Oh well, beside looking a bit at the whole world of Tycoon games of the last 30-40 years in general, we could say the inspiration for Ale Abbey came mostly from product-centered tycoon games we played. Games like The Movies, or the more recent but still old-ish at this point Gamedev Tycoon. Ah, and don't forget Lula the Sexy Empire! The games where you had to work on preparing a product, selecting make-or-break details, and be responsible for every small choice that could eventually change the result. We also loved starting a process, waiting for the resuts, and get rewarded with reviews, sales, etc if we did well. In terms of humour, we definitely wink at Theme Hospital and similar series, whereas the side-view base building style can be found in games like This War of Mine, Sheltered or Project Highrise.

libreria pixelart luminosa

-- How easy will Ale Abbey be for people who are interested in tycoon games, or brewing?!

We think that the onboarding experience for people who are already into tycoon games will be fairly simple. Emiliano wanted to focus on "easy to learn and hard to master" and the entire team agreed that this is a solid paradigm for most games, and especially true for strategy and tycoon games. People already familiar with brewing will certainly have a starting advantage, mainly because the process has already been ingrained in them, but it's definitely not a strict requirement for a player with no prior experience. Of course, we will gladly be held accountable if those with no prior experience end up buying buckets, pots, malt and hops after playing Ale Abbey!

Tasty Management


-- What is the one part of brewing you're never looking forward to?

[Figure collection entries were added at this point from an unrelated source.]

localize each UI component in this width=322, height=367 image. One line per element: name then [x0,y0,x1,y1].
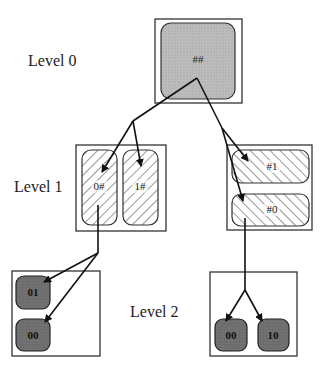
node-10-label: 10 [268,329,280,341]
level-2-label: Level 2 [130,303,178,320]
root-node-label: ## [193,53,205,65]
level-2-left-group: 01 00 [12,271,100,356]
node-1x-label: 1# [135,180,147,192]
node-00-right-label: 00 [226,329,238,341]
node-00-left-label: 00 [28,329,40,341]
level-1-label: Level 1 [14,178,62,195]
node-x1-label: #1 [267,160,278,172]
level-0-group: ## [155,19,242,103]
node-x0-label: #0 [267,203,279,215]
node-0x-label: 0# [94,180,106,192]
level-2-right-group: 00 10 [210,272,297,356]
level-1-left-group: 0# 1# [76,145,166,231]
node-01-label: 01 [28,286,39,298]
hierarchy-diagram: Level 0 Level 1 Level 2 ## 0# 1# #1 #0 0… [0,0,322,367]
level-0-label: Level 0 [28,52,76,69]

There is a consensus from the two team members who have experience with brewing, bottling. We know those who have brewed in the past reading this feel our pain, but it's true, we're no different...

Although Emiliano and Yannis use different techniques and tools for in-bottle carbonation and bottling in general, they both face the exact same anxiety and mental drain when it comes to bottling. It sounds trivial as a process, but given the levels of paranoia that come with excessive and vital sanitization protocols to avoid infections, bottling becomes a long, slow, and extremely taxing process. Scrub bottles clean, sanitize them, disinfect them one by one with meat bisulfite, set them to dry (while panicking they will somehow get infected again), rack the beer into the bottling bucket, add sugar and bottling yeast for carbonation or incubate with the original wort (krausening), and then fill all the bottles one by one with a super slow filler to prevent oxidation. At the end cap all the bottles and wait for two weeks... it's like playing mind games with Murphy's Law and you can only find out when you finally crack a cold one open!

Bottling Hell


Thanks for your time and see you all next Friday!